What pleases me is the evolution of the match theme: those magic ones he had shown me had been trifled with and mislaid, and his armies had also vanished, and everything had fallen through, like my toy trains that, in the winter of 1904–05, in Wiesbaden, I tried to run over the frozen puddles in the grounds of the Hotel Oranien. I hope old Kuropatkin, in his rustic disguise, managed to evade Soviet imprisonment, but that is not the point. The next moment each recognized the other. Petersburg to southern Russia he was accosted while crossing a bridge, by an old man who looked like a gray-bearded peasant in his sheepskin coat. This incident had a special sequel fifteen years later, when at a certain point of my father’s flight from Bolshevik-held St. “That day, he had been ordered to assume supreme command of the Russian Army in the Far East. Speak, Memory: An Autobiography Revisited
#The cinders on venus destiny license#
Lost in thought, he taps his knee with his wandlike pencil, and at the same instant a car (New York license plate) passes along the road, a child bangs the screen door of a neighbouring porch, an old man yawns in a misty Turkestan orchard, a granule of cinder-gray sand is rolled by the wind on Venus, a Docteur Jacques Hirsch in Grenoble puts on his reading glasses, and trillions of other such trifles occur – all forming an instantaneous and transparent organism of events, of which the poet (sitting in a lawn chair, at Ithaca, N.Y.) is the nucleus.” Vivian Bloodmark, a philosophical friend of mine, in later years, used to say that while the scientist sees everything that happens in one point of space, the poet feels everything that happens in one point of time.

Tentacles, not wings, are Apollo’s natural members. The arms of consciousness reach out and grope, and the longer they are the better. “But then, in a sense, all poetry is positional: to try to express one’s position in regard to the universe embraced by consciousness, is an immemorial urge. When challenged to justify the bestial terror that had been sanctioned by Lenin-the torture-house, the blood-bespattered wall-Nesbit would tap the ashes out of his pipe against the fender knob, recross sinistrally his huge, heavily shod, dextrally crossed legs, and murmur something about the “Allied Blockade.” He lumped together as “Czarist elements” Russian émigrés of all hues, from peasant Socialist to White general-much as today Soviet writers wield the term “Fascist.” He never realized that had he and other foreign idealists been Russians in Russia, he and they would have been destroyed by Lenin’s regime as naturally as rabbits are by ferrets and farmers.” My friend knew little of Russia’s past and this little had come to him through polluted Communist channels. But it was also due to simple misinformation. “It is probably true, as some have argued, that sympathy for Leninism on the part of English and American liberal opinion in the twenties was swung by consideration of home politics. True, there was among émigrés a sufficient number of good readers to warrant the publication, in Berlin, Paris, and other towns, of Russian books and periodicals on a comparatively large scale but since none of those writings could circulate within the Soviet Union, the whole thing acquired a certain air of fragile unreality.” The lucky group of expatriates could now follow their pursuits with such utter impunity that, in fact, they sometimes asked themselves if the sense of enjoying absolute mental freedom was not due to their working in an absolute void. What the Tsars had never been able to achieve, namely the complete curbing of minds to the government’s will, was achieved by the Bolsheviks in no time after the main contingent of the intellectuals had escaped abroad or had been destroyed. Those who had not were either withering away there or adulterating their gifts by complying with the political demands of the state. “With a very few exceptions, all liberal-minded creative forces-poets, novelists, critics, historians, philosophers and so on-had left Lenin’s and Stalin’s Russia.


▶ **What is needed**: Would you reproduce all of the entries below, character for character?

▶ **Supplied material**:
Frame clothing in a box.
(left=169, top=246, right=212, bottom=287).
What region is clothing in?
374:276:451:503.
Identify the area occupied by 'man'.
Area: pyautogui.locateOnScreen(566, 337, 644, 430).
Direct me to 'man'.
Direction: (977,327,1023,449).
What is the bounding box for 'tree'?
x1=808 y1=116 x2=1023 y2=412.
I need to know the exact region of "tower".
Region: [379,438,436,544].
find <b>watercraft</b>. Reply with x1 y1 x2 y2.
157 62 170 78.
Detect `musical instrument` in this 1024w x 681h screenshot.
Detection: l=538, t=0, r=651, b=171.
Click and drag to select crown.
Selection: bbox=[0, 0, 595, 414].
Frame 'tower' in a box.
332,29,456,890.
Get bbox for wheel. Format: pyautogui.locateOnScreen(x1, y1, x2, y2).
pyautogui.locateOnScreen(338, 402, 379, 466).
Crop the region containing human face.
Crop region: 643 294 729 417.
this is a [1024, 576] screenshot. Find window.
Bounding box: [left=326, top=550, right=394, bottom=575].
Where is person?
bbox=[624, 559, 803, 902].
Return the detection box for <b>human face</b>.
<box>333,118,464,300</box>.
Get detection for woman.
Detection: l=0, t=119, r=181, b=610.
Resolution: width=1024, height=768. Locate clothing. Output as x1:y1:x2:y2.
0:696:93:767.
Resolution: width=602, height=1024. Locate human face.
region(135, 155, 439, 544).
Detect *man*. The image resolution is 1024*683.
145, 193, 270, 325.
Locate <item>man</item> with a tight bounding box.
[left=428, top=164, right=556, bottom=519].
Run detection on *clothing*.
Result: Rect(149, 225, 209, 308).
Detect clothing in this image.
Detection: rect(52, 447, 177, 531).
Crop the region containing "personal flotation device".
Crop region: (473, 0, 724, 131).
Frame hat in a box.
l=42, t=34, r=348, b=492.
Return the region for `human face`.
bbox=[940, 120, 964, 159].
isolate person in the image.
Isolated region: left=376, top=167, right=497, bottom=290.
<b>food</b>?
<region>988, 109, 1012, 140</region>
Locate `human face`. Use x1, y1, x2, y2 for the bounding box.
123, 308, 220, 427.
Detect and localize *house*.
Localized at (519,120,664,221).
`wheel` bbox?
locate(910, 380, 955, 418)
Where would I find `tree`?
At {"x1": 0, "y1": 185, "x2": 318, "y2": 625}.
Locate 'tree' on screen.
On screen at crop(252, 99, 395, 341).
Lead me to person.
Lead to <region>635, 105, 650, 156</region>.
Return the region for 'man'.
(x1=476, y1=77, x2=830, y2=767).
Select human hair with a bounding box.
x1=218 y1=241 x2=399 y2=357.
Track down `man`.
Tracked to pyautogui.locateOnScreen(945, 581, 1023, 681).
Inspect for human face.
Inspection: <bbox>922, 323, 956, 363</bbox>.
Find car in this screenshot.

▶ **Response for this exercise**:
Frame clothing in a box.
(left=169, top=246, right=212, bottom=287).
What region is clothing in?
374:276:451:503.
Identify the area occupied by 'man'.
Area: pyautogui.locateOnScreen(566, 337, 644, 430).
Direct me to 'man'.
Direction: (977,327,1023,449).
What is the bounding box for 'tree'?
x1=808 y1=116 x2=1023 y2=412.
I need to know the exact region of "tower".
Region: [379,438,436,544].
find <b>watercraft</b>. Reply with x1 y1 x2 y2.
157 62 170 78.
Detect `musical instrument` in this 1024w x 681h screenshot.
Detection: l=538, t=0, r=651, b=171.
Click and drag to select crown.
Selection: bbox=[0, 0, 595, 414].
Frame 'tower' in a box.
332,29,456,890.
Get bbox for wheel. Format: pyautogui.locateOnScreen(x1, y1, x2, y2).
pyautogui.locateOnScreen(338, 402, 379, 466).
Crop the region containing human face.
Crop region: 643 294 729 417.
this is a [1024, 576] screenshot. Find window.
Bounding box: [left=326, top=550, right=394, bottom=575].
Where is person?
bbox=[624, 559, 803, 902].
Return the detection box for <b>human face</b>.
<box>333,118,464,300</box>.
Get detection for woman.
Detection: l=0, t=119, r=181, b=610.
Resolution: width=1024, height=768. Locate clothing. Output as x1:y1:x2:y2.
0:696:93:767.
Resolution: width=602, height=1024. Locate human face.
region(135, 155, 439, 544).
Detect *man*. The image resolution is 1024*683.
145, 193, 270, 325.
Locate <item>man</item> with a tight bounding box.
[left=428, top=164, right=556, bottom=519].
Run detection on *clothing*.
Result: Rect(149, 225, 209, 308).
Detect clothing in this image.
Detection: rect(52, 447, 177, 531).
Crop the region containing "personal flotation device".
Crop region: (473, 0, 724, 131).
Frame hat in a box.
l=42, t=34, r=348, b=492.
Return the region for `human face`.
bbox=[940, 120, 964, 159].
isolate person in the image.
Isolated region: left=376, top=167, right=497, bottom=290.
<b>food</b>?
<region>988, 109, 1012, 140</region>
Locate `human face`. Use x1, y1, x2, y2 for the bounding box.
123, 308, 220, 427.
Detect and localize *house*.
Localized at (519,120,664,221).
`wheel` bbox?
locate(910, 380, 955, 418)
Where would I find `tree`?
At {"x1": 0, "y1": 185, "x2": 318, "y2": 625}.
Locate 'tree' on screen.
On screen at crop(252, 99, 395, 341).
Lead me to person.
Lead to <region>635, 105, 650, 156</region>.
Return the region for 'man'.
(x1=476, y1=77, x2=830, y2=767).
Select human hair with a bounding box.
x1=218 y1=241 x2=399 y2=357.
Track down `man`.
Tracked to pyautogui.locateOnScreen(945, 581, 1023, 681).
Inspect for human face.
Inspection: <bbox>922, 323, 956, 363</bbox>.
Find car in this screenshot.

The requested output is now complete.